I have been fascinated by variations on this theme lately, on how we humans create entirely our own realities, how we decide what to elevate and what to abject. A mile or a pound or a gallon are not measurements that exist in abstract reality, they are created, they were decided upon, by us.
Similarly, a tech or real estate billionaire may be many things but his success and power in our society comes not from his intelligence or hard work but his ability to make money, which we have decided is the ultimate measure of someone’s worth. We could place the highest value on kindness or ethical behavior or artistic creation or perfect-piecrust-making but we don’t, and that’s a choice. Likewise, that those who enjoy reading should be so tickled by books celebrating books can feel a little, well, arbitrary and self aggrandizing.
On the other hand we have no choice but to live in this self-mediated reality, limited by our human brains and the language that we use to understand, explain, and mediate the world. In a now-famous graduation speech at Kenyon College, David Foster Wallace opened with this anecdote:
“There are these two young fish swimming along and they happen to meet an older fish swimming the other way, who nods at them and says ‘Morning, boys. How’s the water?’ And the two young fish swim on for a bit, and then eventually one of them looks over at the other and goes ‘What the hell is water?’”
DFW goes on to make the point that being able to recognize water as water is actually very challenging for humans and is the value in being educated in how to think, how to read, how to see. So perhaps the real “defense of the Humanities” is not that the Humanities themselves are of value to anyone or anything but ourselves but that they help us see ourselves a bit more objectively, a bit more meta-ly. Orlean writes:
“The library is a whispering post. You don’t need to take a book off a shelf to know there is voice inside that is waiting to speak to you, and behind that was someone who truly believed that if he or she spoke, someone would listen. It was that affirmation that always amazed me. Even the oddest, most particular book was written with that kind of crazy courage—the writer’s belief that someone would find his or her book important to read. I was struck by how precious and foolish and brave that belief is, and how necessary, and how full of hope it is to collect these books and manuscripts and preserve them. It declares that these stories matter, and so does every effort to create something that connects us with one another, and to our past, and to what is still to come” (309-10).

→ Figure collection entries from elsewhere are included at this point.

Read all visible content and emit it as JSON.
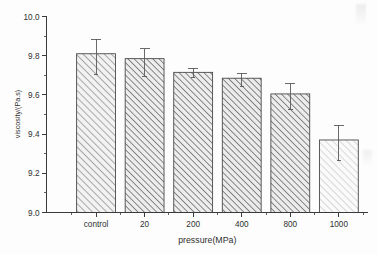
{
  "chart_data": {
    "type": "bar",
    "title": "",
    "subtitle": "",
    "xlabel": "pressure(MPa)",
    "ylabel": "viscosity/(Pa.s)",
    "categories": [
      "control",
      "20",
      "200",
      "400",
      "800",
      "1000"
    ],
    "values": [
      9.81,
      9.785,
      9.715,
      9.685,
      9.605,
      9.37
    ],
    "errors_upper": [
      0.075,
      0.05,
      0.022,
      0.025,
      0.055,
      0.075
    ],
    "errors_lower": [
      0.105,
      0.09,
      0.028,
      0.043,
      0.08,
      0.105
    ],
    "ylim": [
      9.0,
      10.0
    ],
    "xlim": [
      0,
      6.6
    ],
    "y_ticks": [
      "10.0",
      "9.8",
      "9.6",
      "9.4",
      "9.2",
      "9.0"
    ],
    "y_tick_values": [
      10.0,
      9.8,
      9.6,
      9.4,
      9.2,
      9.0
    ],
    "y_minor_count": 1,
    "grid": false,
    "legend": null,
    "legend_position": "none",
    "bar_fill_pattern": "diagonal-hatch",
    "bar_colors": [
      "#f2f2f2",
      "#ededed",
      "#ededed",
      "#ebebeb",
      "#ececec",
      "#fafafa"
    ],
    "hatch_colors": [
      "#8e8e8e",
      "#6e6e6e",
      "#6e6e6e",
      "#6b6b6b",
      "#6f6f6f",
      "#c6c6c6"
    ],
    "edge_color": "#4a4a4a",
    "error_bar_color": "#5a5a5a",
    "axis_color": "#3a3a3a",
    "background_color": "#fdfdfd"
  },
  "axes": {
    "y_axis_name": "viscosity-axis",
    "x_axis_name": "pressure-axis"
  }
}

Even as I agree with Orlean, and find myself swelling to her rhapsodic orations on the beauty of books and of human creation, it’s also good to remember what is water. It’s worthwhile to love what we love and to also realize that it doesn’t matter. We are fortunate creatures (perhaps) on our planet to be able to share the work of our hands and our brains, and to also remain humble about how little it all actually means.
Does that sound nihilistic or fatalistic? Because I mean it in less of a “nothing really matters so let it all burn” kind of way and in more of sort of Buddhist way, a reminder to not get too attached to anything and to take pauses to view things curiously, dispassionately, and without judgement. I love books and find them meaningful. I am moved by the fact that humans document and share our knowledge and thinking and creativity. And humans are also stardust, floating on a minuscule blue dot in an infinite, expanding universe that precedes our existence by billions of years and will continue long after we are gone. Nothing human really matters and so, keeping that truth in mind, the only things that matter are what we decide matter, what we choose to value. And at the end of the day (and the start, and during lunch breaks, and before dinner) I choose books, among other things. But I do so trying not to forget what is water.